Yes, Bernie Sanders, the avuncular socialists who is giving Hillary Clinton a run for her money, was adorable on Saturday Night Live.

Before anybody is tempted to cuddle the 72-year old socialist, however, she should read Bret Stephens' column o this morning. Sanders, Stephens points out, is peddling a stale but apparently still exhilarating commodity: class warfare. Haven't we had enough of that?

Sanders' remarks in his recent debate with Mrs. Clinton boil down to, as Stephens characterizes it,  this: Wall Street is "a fraud." Stephens writes:

No political or social penalties attach, in today’s America, to the wholesale indictment of this entire industry and the people who work in it. Had another presidential candidate made a similarly damning remark about some other profession—public-school teachers, say, or oil-rig workers—there would have been the usual outcry about false stereotypes, the decline of civility and so on. When Bernie says it about Wall Street there’s a collective shrug, if not nodding agreement.

Some six million people work in financial services in America, according to Commerce Department figures. Take only the securities and investment end of the business, and you’re still talking about 900,000 people, a population that considerably exceeds Vermont’s 626,000. Is Mr. Sanders suggesting that some large proportion of those 900,000 is in on the fraud; that every man among them is a Madoff—including David Wichs? And if they are the criminals he alleges, does he mean to put a few thousand of them behind bars?

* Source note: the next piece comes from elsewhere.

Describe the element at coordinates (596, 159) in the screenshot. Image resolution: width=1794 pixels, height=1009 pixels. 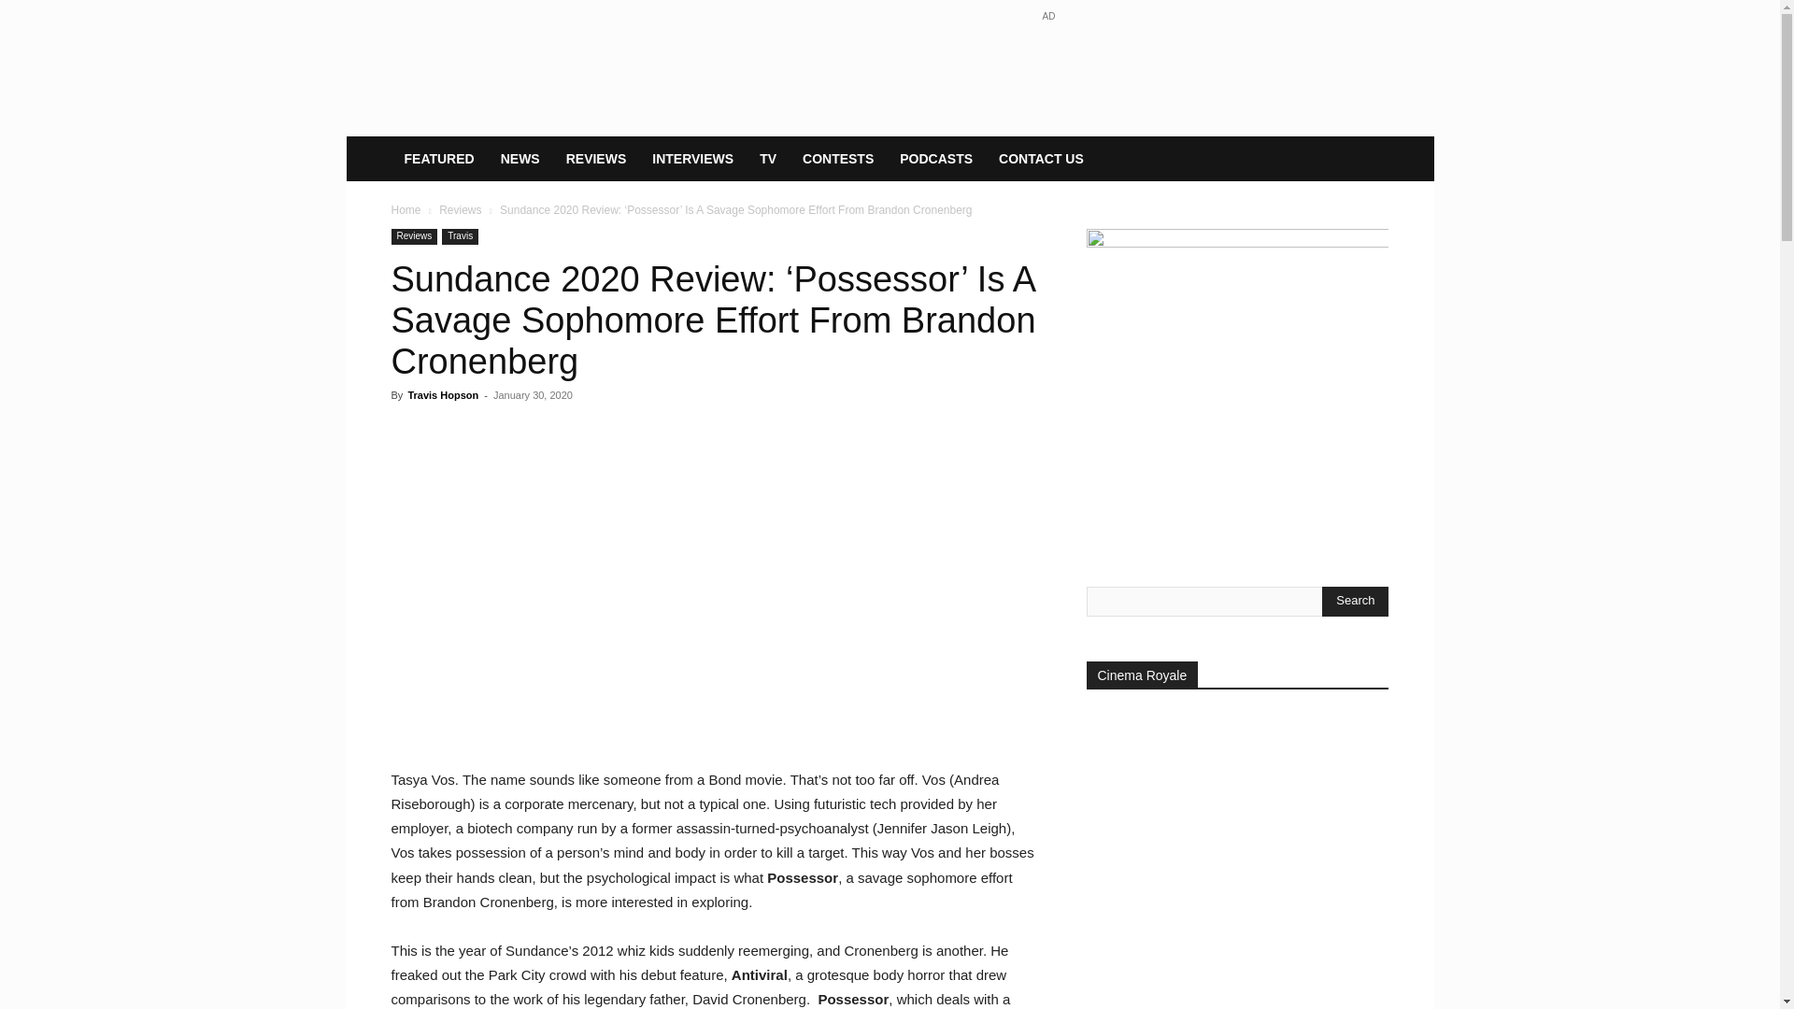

Those are questions that ought to be put to Mr. Sanders, and ones his supporters might also want to ask themselves. The strength of the Sanders candidacy is said to lie in the purity of his idealism, especially in contrast to the morally flexible and ideologically ambidextrous candidacy of Mrs. Clinton.

But the reason Mr. Sanders is drawing his big crowds is neither his fanatical sincerity nor his avuncular charm. It’s that he’s preaching class hatred to people besotted by the politics of envy. Barack Obama, running for president eight years ago, famously suggested to Samuel “Joe the Plumber” Wurzelbacher that “when you spread the wealth around it’s good for everybody.”

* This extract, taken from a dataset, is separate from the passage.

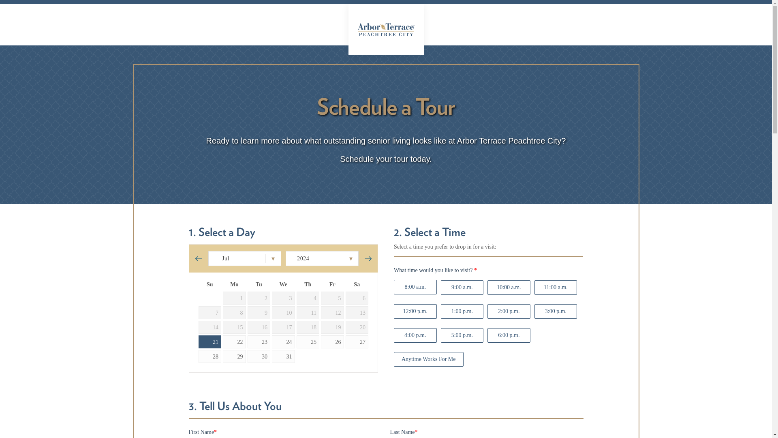 This screenshot has height=438, width=778. I want to click on Sunday, so click(210, 284).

Mr. Sanders dispenses with the niceties. “I do not have millionaire or billionaire friends,” he boasts, as if there’s an income ceiling on virtue. That’s telling the 10,100,000 American households with a net worth of at least $1 million (excluding the value of their homes) to buzz off.

That said, I do think it is a hoot that Hillary Clinton, who is trying to outdo Sanders in the class warfare department,  is being asked to release transcripts of speeches to Wall Street insiders for which she was paid millions of dollars.  She can't release them.

She can't release them for one of two reasons: She said sensible things to Wall Street, hinting that, if president, she would not wage class warfare against an important segment of the U.S. economy. Or, the speeches were flimsy travelogues of her tenure at State, utterly worthless and, if released, would be seen as mere pretexts for a hefty cash infusion into the Clinton coffers.